Geology Page has a great article on the 2010 Deepwater Horizon spill in the Gulf of Mexico. You might think you have heard it all regrading this disaster, but you haven't.
Excerpts from the article, Where Did All the Oil Go?
Due to the environmental disaster's unprecedented scope, assessing the
damage caused by the 2010 Deepwater Horizon spill in the Gulf of Mexico
has been a challenge. One unsolved puzzle is the location of 2 million
barrels of submerged oil thought to be trapped in the deep ocean.
UC Santa Barbara's David Valentine and colleagues from the Woods Hole Oceanographic Institute (WHOI) and UC Irvine have been able to describe the path the oil followed to create a footprint on the deep ocean floor. The findings appear today in the Proceedings of the National Academy of Sciences.
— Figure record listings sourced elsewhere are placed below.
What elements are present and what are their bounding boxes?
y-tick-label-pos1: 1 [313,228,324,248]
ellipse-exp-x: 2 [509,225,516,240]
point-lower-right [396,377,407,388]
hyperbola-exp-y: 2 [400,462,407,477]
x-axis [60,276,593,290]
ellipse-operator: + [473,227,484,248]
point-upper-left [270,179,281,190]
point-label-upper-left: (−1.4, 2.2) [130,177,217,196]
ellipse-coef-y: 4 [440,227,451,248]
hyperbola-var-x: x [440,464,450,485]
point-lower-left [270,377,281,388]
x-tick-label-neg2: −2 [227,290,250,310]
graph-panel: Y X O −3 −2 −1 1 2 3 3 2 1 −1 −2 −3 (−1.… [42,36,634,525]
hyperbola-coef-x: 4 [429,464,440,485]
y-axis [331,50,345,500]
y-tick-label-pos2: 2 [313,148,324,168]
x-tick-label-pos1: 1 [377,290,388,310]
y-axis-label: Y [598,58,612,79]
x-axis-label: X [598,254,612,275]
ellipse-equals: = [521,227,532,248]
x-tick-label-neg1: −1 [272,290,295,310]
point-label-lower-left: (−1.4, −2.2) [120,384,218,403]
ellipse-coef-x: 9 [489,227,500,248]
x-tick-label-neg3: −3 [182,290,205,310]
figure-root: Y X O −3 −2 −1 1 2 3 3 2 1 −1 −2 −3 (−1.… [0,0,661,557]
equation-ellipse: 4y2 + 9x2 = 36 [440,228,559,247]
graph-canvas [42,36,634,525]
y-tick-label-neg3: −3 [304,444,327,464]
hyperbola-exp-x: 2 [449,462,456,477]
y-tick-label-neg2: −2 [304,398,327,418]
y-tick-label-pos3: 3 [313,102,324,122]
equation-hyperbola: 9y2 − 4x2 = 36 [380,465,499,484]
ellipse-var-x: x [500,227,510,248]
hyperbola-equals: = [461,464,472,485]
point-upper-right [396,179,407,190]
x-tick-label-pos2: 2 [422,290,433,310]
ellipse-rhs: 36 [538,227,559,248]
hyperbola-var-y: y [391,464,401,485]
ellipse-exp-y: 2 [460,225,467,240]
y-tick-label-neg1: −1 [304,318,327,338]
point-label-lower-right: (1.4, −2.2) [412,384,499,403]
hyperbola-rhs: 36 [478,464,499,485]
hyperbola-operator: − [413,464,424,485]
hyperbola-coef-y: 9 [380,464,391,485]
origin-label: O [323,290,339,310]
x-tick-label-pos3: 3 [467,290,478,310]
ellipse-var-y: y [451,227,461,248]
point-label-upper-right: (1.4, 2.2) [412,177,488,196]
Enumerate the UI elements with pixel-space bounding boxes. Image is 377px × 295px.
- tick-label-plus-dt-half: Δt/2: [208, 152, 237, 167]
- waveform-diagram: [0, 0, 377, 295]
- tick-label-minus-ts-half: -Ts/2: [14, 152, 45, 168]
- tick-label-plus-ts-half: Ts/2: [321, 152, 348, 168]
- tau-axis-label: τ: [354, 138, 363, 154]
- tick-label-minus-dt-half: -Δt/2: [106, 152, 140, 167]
"Based on the evidence, our findings suggest that these deposits come from Macondo oil that was first suspended in the deep ocean and then settled to the sea floor without ever reaching the ocean surface," said Valentine, a professor of earth science and biology at UCSB. "The pattern is like a shadow of the tiny oil droplets that were initially trapped at ocean depths around 3,500 feet and pushed around by the deep currents. Some combination of chemistry, biology and physics ultimately caused those droplets to rain down another 1,000 feet to rest on the sea floor."
Excerpts from the article, Where Did All the Oil Go?
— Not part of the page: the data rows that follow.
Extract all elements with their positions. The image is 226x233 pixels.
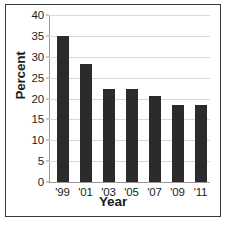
y-tick-mark [46,98,49,99]
y-tick-mark [46,15,49,16]
chart-figure-frame: Percent Year 0510152025303540 '99'01'03'… [5,4,221,217]
bar-chart: Percent Year 0510152025303540 '99'01'03'… [6,5,220,216]
x-tick-label: '01 [78,186,92,198]
y-tick-label: 10 [32,134,44,146]
y-tick-mark [46,140,49,141]
y-tick-label: 35 [32,30,44,42]
y-tick-mark [46,56,49,57]
gridline [49,36,210,37]
x-tick-label: '03 [101,186,115,198]
bar [126,89,138,182]
x-axis-baseline [49,182,210,183]
x-tick-label: '09 [170,186,184,198]
gridline [49,57,210,58]
y-tick-label: 25 [32,72,44,84]
y-tick-mark [46,182,49,183]
x-tick-label: '11 [194,186,208,198]
x-tick-label: '05 [124,186,138,198]
x-tick-label: '07 [147,186,161,198]
bar [57,36,69,182]
bar [149,96,161,182]
y-tick-mark [46,77,49,78]
y-tick-mark [46,35,49,36]
y-tick-label: 5 [38,155,44,167]
y-tick-label: 30 [32,51,44,63]
bar [195,105,207,182]
gridline [49,78,210,79]
y-tick-label: 20 [32,93,44,105]
y-tick-mark [46,161,49,162]
bar [172,105,184,182]
y-axis-title: Percent [13,26,28,126]
gridline [49,15,210,16]
caption-sliver [6,227,220,233]
y-tick-mark [46,119,49,120]
y-tick-label: 0 [38,176,44,188]
x-tick-label: '99 [55,186,69,198]
plot-area: 0510152025303540 '99'01'03'05'07'09'11 [49,15,210,182]
bar [80,64,92,182]
y-tick-label: 15 [32,113,44,125]
y-tick-label: 40 [32,9,44,21]
bar [103,89,115,182]
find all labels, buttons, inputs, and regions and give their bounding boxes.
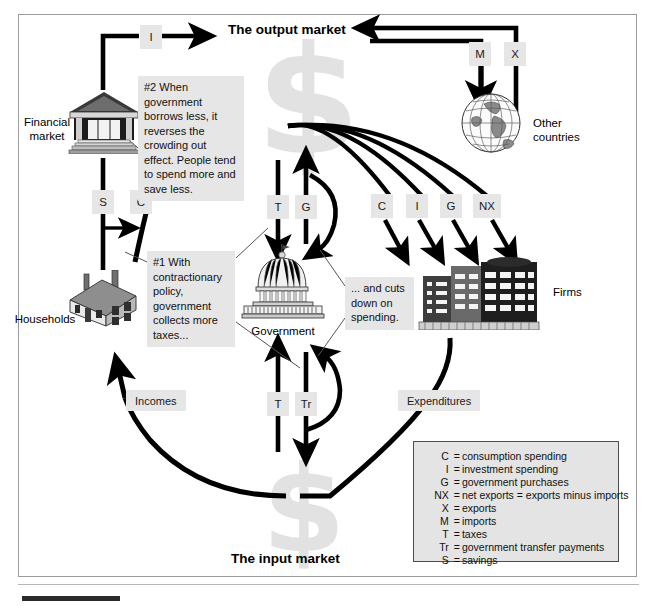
legend-equals: = <box>452 488 462 501</box>
callout-note-2: #2 When government borrows less, it reve… <box>138 76 244 201</box>
legend-table: C=consumption spendingI=investment spend… <box>414 449 629 566</box>
chip-gov-purchases-firms: G <box>440 194 462 218</box>
legend-box: C=consumption spendingI=investment spend… <box>413 441 619 562</box>
chip-consumption-firms: C <box>371 194 393 218</box>
legend-definition: taxes <box>462 527 629 540</box>
chip-savings: S <box>92 190 114 214</box>
chip-incomes: Incomes <box>126 390 186 411</box>
chip-exports: X <box>504 42 526 66</box>
legend-definition: consumption spending <box>462 449 629 462</box>
firms-caption: Firms <box>553 285 603 299</box>
legend-row: G=government purchases <box>414 475 629 488</box>
legend-definition: government transfer payments <box>462 540 629 553</box>
office-buildings-icon <box>417 252 545 330</box>
circular-flow-diagram: $ $ The output market The input market <box>0 0 657 606</box>
legend-equals: = <box>452 540 462 553</box>
legend-row: NX=net exports = exports minus imports <box>414 488 629 501</box>
input-market-title: The input market <box>231 551 340 566</box>
legend-symbol: NX <box>414 488 452 501</box>
chip-taxes-top: T <box>267 195 289 219</box>
capitol-building-icon <box>240 244 326 320</box>
legend-equals: = <box>452 514 462 527</box>
financial-market-caption: Financialmarket <box>17 115 77 144</box>
chip-investment-top: I <box>140 25 162 49</box>
legend-symbol: C <box>414 449 452 462</box>
legend-row: M=imports <box>414 514 629 527</box>
output-market-title: The output market <box>228 22 346 37</box>
legend-equals: = <box>452 449 462 462</box>
globe-icon <box>460 92 522 154</box>
callout-note-3: ... and cuts down on spending. <box>345 277 414 330</box>
bank-building-icon <box>68 92 140 154</box>
legend-definition: government purchases <box>462 475 629 488</box>
legend-symbol: M <box>414 514 452 527</box>
legend-definition: net exports = exports minus imports <box>462 488 629 501</box>
chip-investment-firms: I <box>406 194 428 218</box>
legend-equals: = <box>452 501 462 514</box>
legend-row: X=exports <box>414 501 629 514</box>
chip-transfers: Tr <box>295 392 317 416</box>
chip-taxes-bottom: T <box>267 392 289 416</box>
legend-symbol: I <box>414 462 452 475</box>
chip-expenditures: Expenditures <box>398 390 480 411</box>
legend-symbol: T <box>414 527 452 540</box>
legend-symbol: S <box>414 553 452 566</box>
legend-equals: = <box>452 527 462 540</box>
legend-equals: = <box>452 553 462 566</box>
legend-row: S=savings <box>414 553 629 566</box>
legend-equals: = <box>452 462 462 475</box>
legend-definition: imports <box>462 514 629 527</box>
chip-imports: M <box>469 42 491 66</box>
other-countries-caption: Othercountries <box>533 116 595 145</box>
leader-note1-to-households <box>125 252 147 262</box>
callout-note-1: #1 With contractionary policy, governmen… <box>147 251 235 347</box>
chip-net-exports-firms: NX <box>473 194 501 218</box>
legend-symbol: X <box>414 501 452 514</box>
legend-definition: exports <box>462 501 629 514</box>
government-caption: Government <box>243 324 323 338</box>
legend-definition: savings <box>462 553 629 566</box>
legend-definition: investment spending <box>462 462 629 475</box>
legend-row: C=consumption spending <box>414 449 629 462</box>
legend-row: I=investment spending <box>414 462 629 475</box>
chip-gov-purchases-top: G <box>295 195 317 219</box>
legend-row: Tr=government transfer payments <box>414 540 629 553</box>
households-caption: Households <box>14 312 76 326</box>
legend-symbol: G <box>414 475 452 488</box>
legend-row: T=taxes <box>414 527 629 540</box>
legend-symbol: Tr <box>414 540 452 553</box>
legend-equals: = <box>452 475 462 488</box>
Controlled burning of surface oil slicks during the Deepwater Horizon event. Credit: David Valentine |
UC Santa Barbara's David Valentine and colleagues from the Woods Hole Oceanographic Institute (WHOI) and UC Irvine have been able to describe the path the oil followed to create a footprint on the deep ocean floor. The findings appear today in the Proceedings of the National Academy of Sciences.
"Based on the evidence, our findings suggest that these deposits come from Macondo oil that was first suspended in the deep ocean and then settled to the sea floor without ever reaching the ocean surface," said Valentine, a professor of earth science and biology at UCSB. "The pattern is like a shadow of the tiny oil droplets that were initially trapped at ocean depths around 3,500 feet and pushed around by the deep currents. Some combination of chemistry, biology and physics ultimately caused those droplets to rain down another 1,000 feet to rest on the sea floor."